His biographer, Robert A. Caro, wrote, “Moses’ solution: build another bridge across Long Island Sound, a huge ‘Sound Crossing’ between Oyster Bay and Rye. Presumably when that bridge was completed there would be another bridge to its east - and then another and another. Moses would, if he had his way, cover the Sound with bridges as the Tiber was covered with bridges in Rome.”

Moses laid his case out in an editorial published in the Long Island newspaper Newsday on Dec. 23, 1967: “The obvious solution of bridge congestion lies in building a Sound Crossing from Oyster Bay to Rye, later a second crossing from Port Jefferson to Bridgeport and then a third crossing from Greenport to Old Saybrook. Cars, trucks and buses not bound for New York City but for Westchester, New England and points north, east and west must be kept out of western Nassau, Queens, The Bronx and southern Westchester and diverted across the Sound.”

Moses’ political power began eroding in the early 1960s, and by March 1968 he was gone from public life, but his dream persisted. In 1971 the redoubtable Creighton, Hamburg Inc. studied eight possible bridge projects for the New York Department of Transportation:

A. Sands Point to New Rochelle, 3.3 miles at a cost of $132.3 million;

B. Glen Cove to Rye, 4.6 miles at $149.5 million

C. Oyster Bay to Rye, 6.1 miles at $167.9 million

D. Port Jefferson to Bridgeport, 14.6 miles at $368.3 million

E. Shoreham to New Haven, 19.3 miles at $564.7 million

F. Riverhead to Guilford, 19.2 miles, at $494.5 million

G. East Marion to Old Saybrook, 9.8 miles at $335.8 million

H. The old Eastern Sound Crossing from Orient Point to Groton or Watch Hill, 24.6 miles at $634.8 million That comes to $2.8 billion worth of bridges, in 1971 dollars. Creighton, Hamburg recommended only the Oyster Bay-Rye proposal but none of them was ever built.

Of course nothing springs as eternal as ideas for driving vehicles across Long Island Sound. In January 2001, Connecticut State Representative Lee Samowitz, a Bridgeport Democrat, put a bill before the General Assembly calling for yet another study, this time for a tunnel between Bridgeport and Port Jefferson.

Unlike St. Cyr, Samowitz’s plan does not call for an airport mid-Sound.

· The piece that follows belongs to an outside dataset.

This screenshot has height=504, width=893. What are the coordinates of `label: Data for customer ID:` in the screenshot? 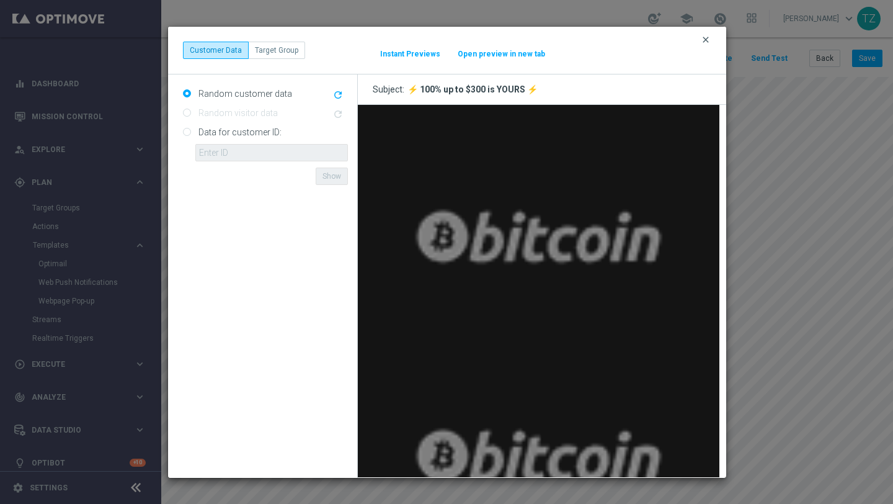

Should there be a bridge or a tunnel across Long Island Sound? As a sailor who revels in the beauty of the Sound, I can shout an emphatic “Hell, no!” As one who has composed his darkest curses on the Bronx-Whitestone and Throgs Neck Bridges, I can reply with an equally emphatic, “Hell, yes!”

Will there ever be a bridge or a tunnel across Long Island Sound?

I have learned the hard way, to never say never. But first, I think I’ll be able to ice skate between Bridgeport and Port Jeff.

Tony Muldoon, a professional journalist for many years, lives in Haddonfield, N.J., and sails his Golden Gate 30 out of Rock Hall, Md.